For some reason I was on the BART looking at highway shrubs stream by my window, when I remembered how pervasively we all used to use TI calculators to cheat in high school. There were two different levels of cheating: venal and mortal, if you will allow the metaphor.
Venal being when you would, for instance, use a program to figure the quadratic formula or the area under a curve on a test where the whole point was to figure out the guadratic formula or the area under a curve by hand. Teachers quickly caught on to this relatively harmless form of cheating and “cracked down” by forcing us to delete all of our programs before a test. Of course, this resulted in the creation of the ever-popular “Mem Cleared” program, which would, as its title implied, make your screen say “Mem Cleared” as if you have just deleted your memory.
The mortal type of TI cheating was handy on multiple-choice tests whose answers you were able to somehow procure (usually by asking someone who took the test in an earlier period). These could be easy programed and displayed. For higher-level cheaters, and those more concerned with not getting caught, the preferred strategy was to create a program, usually called something like “Circle”, that was just the letters of the correct answers with no other programming so that if a teacher should ever try to find the answers they would run “Circle” and get an error message and assume that you didn’t use that program when, in fact, you accessed the answers with “Circle” by simply ‘editing” the program. Shame on us.
Then of course there was that nerd with thick glasses who created the Star Wars TI-82 game where you piloted the X-Wing through the Death Star’s trench before trying to make a direct hit on the star-base’s core with the proton torpedo. Its only flaw was that it was a little bit too easy to beat. Come on, Brendan Dixon!
1 response so far ↓
PETE // Jun 17, 2007 at 1:47 am
Diet Dr. Pepper, anyone? Man, I love those things.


• **ABOUT THIS TASK**:
Below are the entries; return every line among them that holds the word "NOTES".

Web page and app entries
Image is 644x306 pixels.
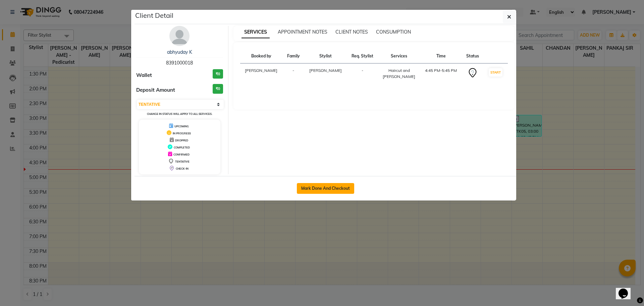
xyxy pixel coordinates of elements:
[136,87,175,94] span: Deposit Amount
[174,125,189,128] span: UPCOMING
[136,72,152,80] span: Wallet
[376,29,411,35] span: CONSUMPTION
[310,68,341,73] span: [PERSON_NAME]
[616,279,637,299] iframe: chat widget
[213,69,223,79] h3: ₹0
[135,10,173,21] h5: Client Detail
[489,68,503,77] button: START
[147,113,212,116] small: Change in status will apply to all services.
[305,49,346,64] th: Stylist
[175,159,189,163] span: TENTATIVE
[346,49,378,64] th: Req. Stylist
[166,60,193,66] span: 8391000018
[278,29,327,35] span: APPOINTMENT NOTES
[462,49,484,64] th: Status
[240,64,283,84] td: [PERSON_NAME]
[174,146,190,150] span: COMPLETED
[167,49,192,55] a: abhyuday K
[346,64,378,84] td: -
[335,29,368,35] span: CLIENT NOTES
[297,183,354,193] button: Mark Done And Checkout
[420,49,462,64] th: Time
[175,139,188,143] span: DROPPED
[420,64,462,84] td: 4:45 PM-5:45 PM
[240,49,283,64] th: Booked by
[213,84,223,94] h3: ₹0
[242,26,270,38] span: SERVICES
[173,132,191,135] span: IN PROGRESS
[176,166,188,170] span: CHECK-IN
[382,68,416,80] div: Haircut and [PERSON_NAME]
[378,49,420,64] th: Services
[173,153,189,156] span: CONFIRMED
[283,49,305,64] th: Family
[169,26,189,46] img: avatar
[283,64,305,84] td: -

• **RESPONSE FOR THIS EXERCISE**:
[278,29,327,35] span: APPOINTMENT NOTES
[335,29,368,35] span: CLIENT NOTES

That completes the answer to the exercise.